The FDA Failed In Its Duty To Ensure Vaccines Are Safe For Children

Before parents consent to vaccinate their children against COVID, basic medical ethics requires that they be informed of how safe the vaccine is. Yet in a shocking on-video admission, Dr. Eric Ruben, an advisory committee member to the FDA, said this about the COVID vaccine in children five to eleven during an official FDA hearing: “We’re never going to learn about how safe the vaccine is until we start giving it. That’s just the way it goes.”

No, Dr. Ruben, that isn’t “the way it goes.” American children are not experimental subjects. You could and should have demanded more safety studies.

Despite the admitted lack of safety data, the FDA “expert” advisory committee went on to vote 17–0 for emergency-use authorization of the Pfizer-BioNTech COVID-19 vaccine. The FDA itself codified their recommendation on Friday. This is a scandal.

The FDA’s fundamental medical mission is a simple one. Its job is to make sure that our drugs, biologics, and medical devices are free of impurities; that they are safe; and that they have a positive clinical benefit. Given that the FDA is a public- health agency, and especially given the White House’s appetite for vaccine mandates, we depend more than ever on the FDA remaining independent and scientifically objective and on its advisory committee strictly adhering to its clinical and scientific responsibilities. Under the still commissioner-less Biden FDA, they aren’t, and this isn’t the only example.

One of the problems is how the FDA advisory panels are composed. To serve as an outside expert at the FDA, the person selected cannot have even the appearance of an outside conflict of interest. Those conflicts obviously include having been employed by a pharmaceutical company whose drugs are under review.

Also excluded are scientists who have ever received funding from any pharmaceutical company in the form of research grants or speaking fees. Since “publish or perish” research is a core component of academic tenure, and research is very expensive, scientists may find themselves in a position of needing funding from private sources at some point, including “Big Pharma.”

Moreover, prohibitions on speaking fees preclude most top experts from FDA advisory committees because they are precisely the ones most in demand for talks at conferences. Consequently, the people serving on FDA committees are sometimes not the most well-informed individuals when it comes to knowing or even understanding the complex fundamentals of FDA regulatory affairs or the FDA’s mission.

As a former FDA medical officer/senior medical analyst on the FDA’s Division of Metabolism and Endocrinology, I recall that my FDA colleagues and I were more than a little puzzled to hear FDA advisory members asking elementary questions already answered at length during advisory committee meetings. It made us realize that they didn’t fully understand the material placed before them.

Dr. Rubin’s comment during Tuesday’s official FDA panel makes me realize that, despite his Harvard and New England Journal of Medicine chief-editor pedigree and acumen, he does not understand the FDA’s fundamental safety mission. Neither does the rest of the advisory committee, which may have just followed Dr. Rubin’s lead because of his auspicious titles.

The fact remains that America’s young children are not drug-safety research volunteers, and the panel’s failure to address comprehensively safety concerns will only undermine its goal of mass vaccination of kids and getting their anti-vaccine or vaccine-hesitant parents vaccinated too. Because the Biden administration is fond of using the FDA as cover for its medical mandates, it is all the more important that the FDA produce comprehensive and conclusive safety data for public review before approving the vaccines—even if it’s for emergency-use authorization (EUA).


| Work to complete |
Copy the entries character for character.

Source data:
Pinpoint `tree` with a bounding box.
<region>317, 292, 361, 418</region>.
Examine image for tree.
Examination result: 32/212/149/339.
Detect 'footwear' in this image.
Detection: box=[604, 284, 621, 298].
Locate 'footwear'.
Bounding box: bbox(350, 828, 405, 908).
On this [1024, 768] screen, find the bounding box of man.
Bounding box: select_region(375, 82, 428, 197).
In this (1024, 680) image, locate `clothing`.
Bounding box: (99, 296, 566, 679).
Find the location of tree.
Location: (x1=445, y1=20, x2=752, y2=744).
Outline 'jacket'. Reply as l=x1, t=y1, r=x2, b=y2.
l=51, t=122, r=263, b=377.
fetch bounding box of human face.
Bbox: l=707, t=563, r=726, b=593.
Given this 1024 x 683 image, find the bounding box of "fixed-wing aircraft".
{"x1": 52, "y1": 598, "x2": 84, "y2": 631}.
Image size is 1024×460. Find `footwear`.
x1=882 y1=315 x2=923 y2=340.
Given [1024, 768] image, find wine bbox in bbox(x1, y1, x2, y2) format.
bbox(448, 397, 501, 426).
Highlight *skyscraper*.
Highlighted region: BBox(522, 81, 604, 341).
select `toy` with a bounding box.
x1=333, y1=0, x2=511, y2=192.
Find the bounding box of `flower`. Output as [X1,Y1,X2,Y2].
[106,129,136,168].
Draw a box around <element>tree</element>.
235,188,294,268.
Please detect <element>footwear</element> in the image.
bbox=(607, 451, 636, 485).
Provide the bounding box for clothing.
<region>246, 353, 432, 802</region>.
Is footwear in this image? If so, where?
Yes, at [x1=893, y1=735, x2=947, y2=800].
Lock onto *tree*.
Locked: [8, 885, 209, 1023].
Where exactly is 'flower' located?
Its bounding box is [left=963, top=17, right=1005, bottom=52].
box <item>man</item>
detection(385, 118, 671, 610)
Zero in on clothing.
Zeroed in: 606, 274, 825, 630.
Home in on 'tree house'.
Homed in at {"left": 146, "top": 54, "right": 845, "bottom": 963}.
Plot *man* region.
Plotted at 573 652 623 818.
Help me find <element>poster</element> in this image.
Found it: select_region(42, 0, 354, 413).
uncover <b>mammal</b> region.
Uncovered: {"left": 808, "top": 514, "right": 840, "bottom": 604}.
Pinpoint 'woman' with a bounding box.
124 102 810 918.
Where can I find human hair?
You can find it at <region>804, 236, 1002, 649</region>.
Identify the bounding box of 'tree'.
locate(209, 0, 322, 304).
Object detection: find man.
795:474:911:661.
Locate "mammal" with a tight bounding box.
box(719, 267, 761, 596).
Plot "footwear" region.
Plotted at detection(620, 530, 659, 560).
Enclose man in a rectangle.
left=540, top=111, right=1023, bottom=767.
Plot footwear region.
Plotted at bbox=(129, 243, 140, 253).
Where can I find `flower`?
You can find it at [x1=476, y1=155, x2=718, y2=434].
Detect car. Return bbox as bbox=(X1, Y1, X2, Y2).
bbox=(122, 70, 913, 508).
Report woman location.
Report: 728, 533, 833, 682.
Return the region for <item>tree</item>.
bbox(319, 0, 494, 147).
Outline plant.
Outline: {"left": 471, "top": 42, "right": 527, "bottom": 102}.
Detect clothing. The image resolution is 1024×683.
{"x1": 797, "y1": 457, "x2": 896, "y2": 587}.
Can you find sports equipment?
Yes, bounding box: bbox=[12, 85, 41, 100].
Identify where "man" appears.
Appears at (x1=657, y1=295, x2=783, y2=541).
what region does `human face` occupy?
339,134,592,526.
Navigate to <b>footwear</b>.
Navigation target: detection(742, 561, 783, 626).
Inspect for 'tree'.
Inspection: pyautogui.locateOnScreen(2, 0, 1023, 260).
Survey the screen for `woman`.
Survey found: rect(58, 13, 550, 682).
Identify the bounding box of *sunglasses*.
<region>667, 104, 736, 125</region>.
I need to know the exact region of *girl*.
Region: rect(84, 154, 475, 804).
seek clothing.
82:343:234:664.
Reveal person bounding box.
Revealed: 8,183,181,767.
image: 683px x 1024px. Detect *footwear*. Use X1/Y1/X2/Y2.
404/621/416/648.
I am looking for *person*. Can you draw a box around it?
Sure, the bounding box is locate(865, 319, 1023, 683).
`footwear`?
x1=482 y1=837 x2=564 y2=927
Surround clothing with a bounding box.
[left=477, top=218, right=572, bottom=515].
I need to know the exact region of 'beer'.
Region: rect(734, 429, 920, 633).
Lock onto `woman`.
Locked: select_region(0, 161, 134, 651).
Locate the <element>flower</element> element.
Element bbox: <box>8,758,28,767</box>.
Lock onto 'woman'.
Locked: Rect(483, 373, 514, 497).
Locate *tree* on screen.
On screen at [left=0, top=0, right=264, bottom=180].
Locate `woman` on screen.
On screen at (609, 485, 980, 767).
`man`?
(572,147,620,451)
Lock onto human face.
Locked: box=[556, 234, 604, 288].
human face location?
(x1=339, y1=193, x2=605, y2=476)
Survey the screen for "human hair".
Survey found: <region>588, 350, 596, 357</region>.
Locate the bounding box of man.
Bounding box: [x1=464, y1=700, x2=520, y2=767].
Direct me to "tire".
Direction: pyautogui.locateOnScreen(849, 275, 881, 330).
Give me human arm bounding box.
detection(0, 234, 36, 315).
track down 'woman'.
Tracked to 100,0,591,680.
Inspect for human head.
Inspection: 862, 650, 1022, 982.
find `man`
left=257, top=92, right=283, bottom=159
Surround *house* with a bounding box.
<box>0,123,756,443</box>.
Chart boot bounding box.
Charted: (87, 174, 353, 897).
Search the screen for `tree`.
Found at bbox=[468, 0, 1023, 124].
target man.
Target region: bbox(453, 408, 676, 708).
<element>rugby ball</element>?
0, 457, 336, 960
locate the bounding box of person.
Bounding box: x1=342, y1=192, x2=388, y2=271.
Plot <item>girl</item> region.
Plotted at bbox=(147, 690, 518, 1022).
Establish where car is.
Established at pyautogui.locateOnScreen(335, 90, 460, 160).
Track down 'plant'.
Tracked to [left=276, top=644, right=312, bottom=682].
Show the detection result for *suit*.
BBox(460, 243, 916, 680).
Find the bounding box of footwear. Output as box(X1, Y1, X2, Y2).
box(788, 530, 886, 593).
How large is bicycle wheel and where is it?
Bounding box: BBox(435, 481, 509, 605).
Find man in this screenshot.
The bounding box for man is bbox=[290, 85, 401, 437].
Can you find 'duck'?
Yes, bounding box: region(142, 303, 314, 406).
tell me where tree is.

| Output below |
Pinpoint `tree` with a bounding box.
<region>317, 292, 361, 418</region>.
Examine image for tree.
Examination result: 32/212/149/339.
Detect 'footwear' in this image.
Detection: box=[604, 284, 621, 298].
Locate 'footwear'.
Bounding box: bbox(350, 828, 405, 908).
On this [1024, 768] screen, find the bounding box of man.
Bounding box: select_region(375, 82, 428, 197).
In this (1024, 680) image, locate `clothing`.
Bounding box: (99, 296, 566, 679).
Find the location of tree.
Location: (x1=445, y1=20, x2=752, y2=744).
Outline 'jacket'. Reply as l=x1, t=y1, r=x2, b=y2.
l=51, t=122, r=263, b=377.
fetch bounding box of human face.
Bbox: l=707, t=563, r=726, b=593.
Given this 1024 x 683 image, find the bounding box of "fixed-wing aircraft".
{"x1": 52, "y1": 598, "x2": 84, "y2": 631}.
Image size is 1024×460. Find `footwear`.
x1=882 y1=315 x2=923 y2=340.
Given [1024, 768] image, find wine bbox in bbox(x1, y1, x2, y2) format.
bbox(448, 397, 501, 426).
Highlight *skyscraper*.
Highlighted region: BBox(522, 81, 604, 341).
select `toy` with a bounding box.
x1=333, y1=0, x2=511, y2=192.
Find the bounding box of `flower`. Output as [X1,Y1,X2,Y2].
[106,129,136,168].
Draw a box around <element>tree</element>.
235,188,294,268.
Please detect <element>footwear</element> in the image.
bbox=(607, 451, 636, 485).
Provide the bounding box for clothing.
<region>246, 353, 432, 802</region>.
Is footwear in this image? If so, where?
Yes, at [x1=893, y1=735, x2=947, y2=800].
Lock onto *tree*.
Locked: [8, 885, 209, 1023].
Where exactly is 'flower' located?
Its bounding box is [left=963, top=17, right=1005, bottom=52].
box <item>man</item>
detection(385, 118, 671, 610)
Zero in on clothing.
Zeroed in: 606, 274, 825, 630.
Home in on 'tree house'.
Homed in at {"left": 146, "top": 54, "right": 845, "bottom": 963}.
Plot *man* region.
Plotted at 573 652 623 818.
Help me find <element>poster</element> in this image.
Found it: select_region(42, 0, 354, 413).
uncover <b>mammal</b> region.
Uncovered: {"left": 808, "top": 514, "right": 840, "bottom": 604}.
Pinpoint 'woman' with a bounding box.
124 102 810 918.
Where can I find human hair?
You can find it at <region>804, 236, 1002, 649</region>.
Identify the bounding box of 'tree'.
locate(209, 0, 322, 304).
Object detection: find man.
795:474:911:661.
Locate "mammal" with a tight bounding box.
box(719, 267, 761, 596).
Plot "footwear" region.
Plotted at detection(620, 530, 659, 560).
Enclose man in a rectangle.
left=540, top=111, right=1023, bottom=767.
Plot footwear region.
Plotted at bbox=(129, 243, 140, 253).
Where can I find `flower`?
You can find it at [x1=476, y1=155, x2=718, y2=434].
Detect car. Return bbox as bbox=(X1, Y1, X2, Y2).
bbox=(122, 70, 913, 508).
Report woman location.
Report: 728, 533, 833, 682.
Return the region for <item>tree</item>.
bbox(319, 0, 494, 147).
Outline plant.
Outline: {"left": 471, "top": 42, "right": 527, "bottom": 102}.
Detect clothing. The image resolution is 1024×683.
{"x1": 797, "y1": 457, "x2": 896, "y2": 587}.
Can you find sports equipment?
Yes, bounding box: bbox=[12, 85, 41, 100].
Identify where "man" appears.
Appears at (x1=657, y1=295, x2=783, y2=541).
what region does `human face` occupy?
339,134,592,526.
Navigate to <b>footwear</b>.
Navigation target: detection(742, 561, 783, 626).
Inspect for 'tree'.
Inspection: pyautogui.locateOnScreen(2, 0, 1023, 260).
Survey the screen for `woman`.
Survey found: rect(58, 13, 550, 682).
Identify the bounding box of *sunglasses*.
<region>667, 104, 736, 125</region>.
I need to know the exact region of *girl*.
Region: rect(84, 154, 475, 804).
seek clothing.
82:343:234:664.
Reveal person bounding box.
Revealed: 8,183,181,767.
image: 683px x 1024px. Detect *footwear*. Use X1/Y1/X2/Y2.
404/621/416/648.
I am looking for *person*. Can you draw a box around it?
Sure, the bounding box is locate(865, 319, 1023, 683).
`footwear`?
x1=482 y1=837 x2=564 y2=927
Surround clothing with a bounding box.
[left=477, top=218, right=572, bottom=515].
I need to know the exact region of 'beer'.
Region: rect(734, 429, 920, 633).
Lock onto `woman`.
Locked: select_region(0, 161, 134, 651).
Locate the <element>flower</element> element.
Element bbox: <box>8,758,28,767</box>.
Lock onto 'woman'.
Locked: Rect(483, 373, 514, 497).
Locate *tree* on screen.
On screen at [left=0, top=0, right=264, bottom=180].
Locate `woman` on screen.
On screen at (609, 485, 980, 767).
`man`?
(572,147,620,451)
Lock onto human face.
Locked: box=[556, 234, 604, 288].
human face location?
(x1=339, y1=193, x2=605, y2=476)
Survey the screen for "human hair".
Survey found: <region>588, 350, 596, 357</region>.
Locate the bounding box of man.
Bounding box: [x1=464, y1=700, x2=520, y2=767].
Direct me to "tire".
Direction: pyautogui.locateOnScreen(849, 275, 881, 330).
Give me human arm bounding box.
detection(0, 234, 36, 315).
track down 'woman'.
Tracked to 100,0,591,680.
Inspect for human head.
Inspection: 862, 650, 1022, 982.
find `man`
left=257, top=92, right=283, bottom=159
Surround *house* with a bounding box.
<box>0,123,756,443</box>.
Chart boot bounding box.
Charted: (87, 174, 353, 897).
Search the screen for `tree`.
Found at bbox=[468, 0, 1023, 124].
target man.
Target region: bbox(453, 408, 676, 708).
<element>rugby ball</element>?
0, 457, 336, 960
locate the bounding box of person.
Bounding box: x1=342, y1=192, x2=388, y2=271.
Plot <item>girl</item> region.
Plotted at bbox=(147, 690, 518, 1022).
Establish where car is.
Established at pyautogui.locateOnScreen(335, 90, 460, 160).
Track down 'plant'.
Tracked to [left=276, top=644, right=312, bottom=682].
Show the detection result for *suit*.
BBox(460, 243, 916, 680).
Find the bounding box of footwear. Output as box(X1, Y1, X2, Y2).
box(788, 530, 886, 593).
How large is bicycle wheel and where is it?
Bounding box: BBox(435, 481, 509, 605).
Find man in this screenshot.
The bounding box for man is bbox=[290, 85, 401, 437].
Can you find 'duck'?
Yes, bounding box: region(142, 303, 314, 406).
tell me where tree is.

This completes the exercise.